A federal judge appointed by former President Barack Obama took action against former President Donald Trump earlier this year, a move that may lead critics of the legal cases against Trump to believe they are largely politically motivated.

In January, then-Chief U.S. District Judge Beryl Howell of the District of Columbia ruled that it was unnecessary to inform Trump about special counsel Jack Smith’s access to the former president’s Twitter account through a search warrant. The ruling was ostensibly made to prevent Trump from potentially tampering with evidence or intimidating potential witnesses, as reported in a Friday article by The Messenger.

“The Court finds reasonable grounds to believe that such disclosure will result in destruction of or tampering with evidence, intimidation of potential witnesses, and serious jeopardy to the investigation,” she wrote in an order on Jan. 17, 2023, one of many files recently added to the federal court docket.

The outlet added:

The two-page order is just one of the blockbuster filings in a much larger, 403-page document.

The newly unsealed order does not mention Trump by name, except by reference to a target account, but it became public on the docket associated with prosecutors’ obtaining a search warrant for the former president’s Twitter account and an order gagging the company from disclosing it.

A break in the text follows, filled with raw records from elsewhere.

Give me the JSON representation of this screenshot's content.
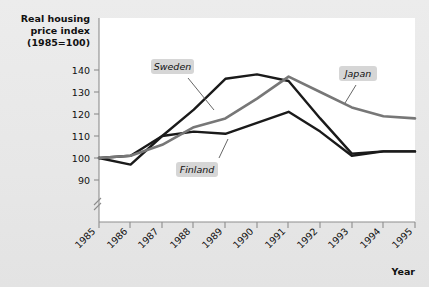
{
  "figure": {
    "background_color": "#e9e9e9",
    "plot_background_color": "#ffffff",
    "axis_color": "#8d8d8d"
  },
  "chart_data": {
    "type": "line",
    "title": "",
    "ylabel": "Real housing price index (1985=100)",
    "ylabel_lines": [
      "Real housing",
      "price index",
      "(1985=100)"
    ],
    "xlabel": "Year",
    "x": [
      1985,
      1986,
      1987,
      1988,
      1989,
      1990,
      1991,
      1992,
      1993,
      1994,
      1995
    ],
    "xticklabels": [
      "1985",
      "1986",
      "1987",
      "1988",
      "1989",
      "1990",
      "1991",
      "1992",
      "1993",
      "1994",
      "1995"
    ],
    "yticks": [
      90,
      100,
      110,
      120,
      130,
      140
    ],
    "yticklabels": [
      "90",
      "100",
      "110",
      "120",
      "130",
      "140"
    ],
    "ylim": [
      86,
      145
    ],
    "axis_break": true,
    "grid": false,
    "legend_position": "inline-annotations",
    "series": [
      {
        "name": "Sweden",
        "color": "#1a1a1a",
        "values": [
          100,
          101,
          110,
          122,
          136,
          138,
          135,
          118,
          102,
          103,
          103
        ]
      },
      {
        "name": "Finland",
        "color": "#1a1a1a",
        "values": [
          100,
          97,
          110,
          112,
          111,
          116,
          121,
          112,
          101,
          103,
          103
        ]
      },
      {
        "name": "Japan",
        "color": "#777777",
        "values": [
          100,
          101,
          106,
          114,
          118,
          127,
          137,
          130,
          123,
          119,
          118
        ]
      }
    ],
    "annotations": [
      {
        "text": "Sweden",
        "series": "Sweden"
      },
      {
        "text": "Finland",
        "series": "Finland"
      },
      {
        "text": "Japan",
        "series": "Japan"
      }
    ]
  }
}
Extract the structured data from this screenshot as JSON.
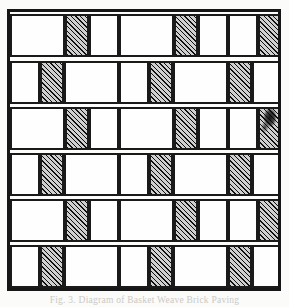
{
  "figure": {
    "caption": "Fig. 3. Diagram of Basket Weave Brick Paving",
    "frame_color": "#161616",
    "tile_outline_color": "#1a1a1a",
    "blank_tile_color": "#fefefe",
    "hatch_line_color": "#101010",
    "hatch_background_color": "#cfcfcf",
    "background_color": "#fbfbf9",
    "rows": 6,
    "row_offset_types": [
      "A",
      "B",
      "A",
      "B",
      "A",
      "B"
    ],
    "pattern_description": "Basket-weave brick paving diagram: alternating wide blank bricks and narrow diagonally hatched bricks in six offset courses"
  },
  "chart_data": {
    "type": "table",
    "xlabel": "",
    "ylabel": "",
    "legend": [
      {
        "label": "blank brick",
        "fill": "blank"
      },
      {
        "label": "hatched brick",
        "fill": "hatch"
      }
    ],
    "frame": {
      "x": 7,
      "y": 9,
      "width": 274,
      "height": 282
    },
    "row_tops": [
      0,
      47,
      93,
      139,
      185,
      231
    ],
    "row_height": 47,
    "rows": [
      {
        "index": 0,
        "tiles": [
          {
            "x": 0,
            "w": 55,
            "fill": "blank"
          },
          {
            "x": 55,
            "w": 24,
            "fill": "hatch"
          },
          {
            "x": 79,
            "w": 30,
            "fill": "blank"
          },
          {
            "x": 109,
            "w": 55,
            "fill": "blank"
          },
          {
            "x": 164,
            "w": 24,
            "fill": "hatch"
          },
          {
            "x": 188,
            "w": 30,
            "fill": "blank"
          },
          {
            "x": 218,
            "w": 30,
            "fill": "blank"
          },
          {
            "x": 248,
            "w": 24,
            "fill": "hatch"
          }
        ]
      },
      {
        "index": 1,
        "tiles": [
          {
            "x": 0,
            "w": 30,
            "fill": "blank"
          },
          {
            "x": 30,
            "w": 24,
            "fill": "hatch"
          },
          {
            "x": 54,
            "w": 55,
            "fill": "blank"
          },
          {
            "x": 109,
            "w": 30,
            "fill": "blank"
          },
          {
            "x": 139,
            "w": 24,
            "fill": "hatch"
          },
          {
            "x": 163,
            "w": 55,
            "fill": "blank"
          },
          {
            "x": 218,
            "w": 24,
            "fill": "hatch"
          },
          {
            "x": 242,
            "w": 30,
            "fill": "blank"
          }
        ]
      },
      {
        "index": 2,
        "tiles": [
          {
            "x": 0,
            "w": 55,
            "fill": "blank"
          },
          {
            "x": 55,
            "w": 24,
            "fill": "hatch"
          },
          {
            "x": 79,
            "w": 30,
            "fill": "blank"
          },
          {
            "x": 109,
            "w": 55,
            "fill": "blank"
          },
          {
            "x": 164,
            "w": 24,
            "fill": "hatch"
          },
          {
            "x": 188,
            "w": 30,
            "fill": "blank"
          },
          {
            "x": 218,
            "w": 30,
            "fill": "blank"
          },
          {
            "x": 248,
            "w": 24,
            "fill": "hatch",
            "smudge": true
          }
        ]
      },
      {
        "index": 3,
        "tiles": [
          {
            "x": 0,
            "w": 30,
            "fill": "blank"
          },
          {
            "x": 30,
            "w": 24,
            "fill": "hatch"
          },
          {
            "x": 54,
            "w": 55,
            "fill": "blank"
          },
          {
            "x": 109,
            "w": 30,
            "fill": "blank"
          },
          {
            "x": 139,
            "w": 24,
            "fill": "hatch"
          },
          {
            "x": 163,
            "w": 55,
            "fill": "blank"
          },
          {
            "x": 218,
            "w": 24,
            "fill": "hatch"
          },
          {
            "x": 242,
            "w": 30,
            "fill": "blank"
          }
        ]
      },
      {
        "index": 4,
        "tiles": [
          {
            "x": 0,
            "w": 55,
            "fill": "blank"
          },
          {
            "x": 55,
            "w": 24,
            "fill": "hatch"
          },
          {
            "x": 79,
            "w": 30,
            "fill": "blank"
          },
          {
            "x": 109,
            "w": 55,
            "fill": "blank"
          },
          {
            "x": 164,
            "w": 24,
            "fill": "hatch"
          },
          {
            "x": 188,
            "w": 30,
            "fill": "blank"
          },
          {
            "x": 218,
            "w": 30,
            "fill": "blank"
          },
          {
            "x": 248,
            "w": 24,
            "fill": "hatch"
          }
        ]
      },
      {
        "index": 5,
        "tiles": [
          {
            "x": 0,
            "w": 30,
            "fill": "blank"
          },
          {
            "x": 30,
            "w": 24,
            "fill": "hatch"
          },
          {
            "x": 54,
            "w": 55,
            "fill": "blank"
          },
          {
            "x": 109,
            "w": 30,
            "fill": "blank"
          },
          {
            "x": 139,
            "w": 24,
            "fill": "hatch"
          },
          {
            "x": 163,
            "w": 55,
            "fill": "blank"
          },
          {
            "x": 218,
            "w": 24,
            "fill": "hatch"
          },
          {
            "x": 242,
            "w": 30,
            "fill": "blank"
          }
        ]
      }
    ]
  }
}
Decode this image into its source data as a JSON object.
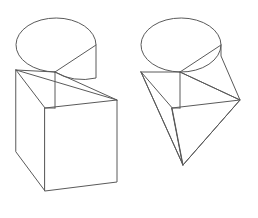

In the same order, Howell made a claim that some experts found unreasonable, suggesting that she believed Trump might attempt to evade prosecution. However, prosecutors later withdrew this allegation, and Howell clarified that her decision to grant Smith secret access to Trump’s Twitter, now known as “X,” was not based on this observation, as reported by The Messenger.

In a hearing initially kept confidential, George Varghese, the attorney representing X from the Washington, D.C.-based firm WilmerHale, argued, “The risk of a former President of the United States fleeing doesn’t make a lot of sense.”

“I would agree with that,” Howell responded.

Recently unsealed documents include Smith’s initial request, in which he sought access to all of Trump’s tweets from October 2020 to January 2021. This request encompassed not only the tweets themselves but also deleted tweets, multimedia content, metadata, logs, direct messages, and other related data, as detailed by The Messenger.

Also recently unsealed is a legal brief prepared by Smith’s team in May that argued disclosing the warrant to Trump “could precipitate violence as occurred following the public disclosure of the search warrant executed at Mar-a-Lago.”

“Twitter had opposed the request and lost, receiving $350,000 in sanctions for non-compliance. In August, unsealed filings revealed that Smith’s legal team obtained access to those direct messages, and the filings indicate that there were only 32 of those messages,” the outlet reported.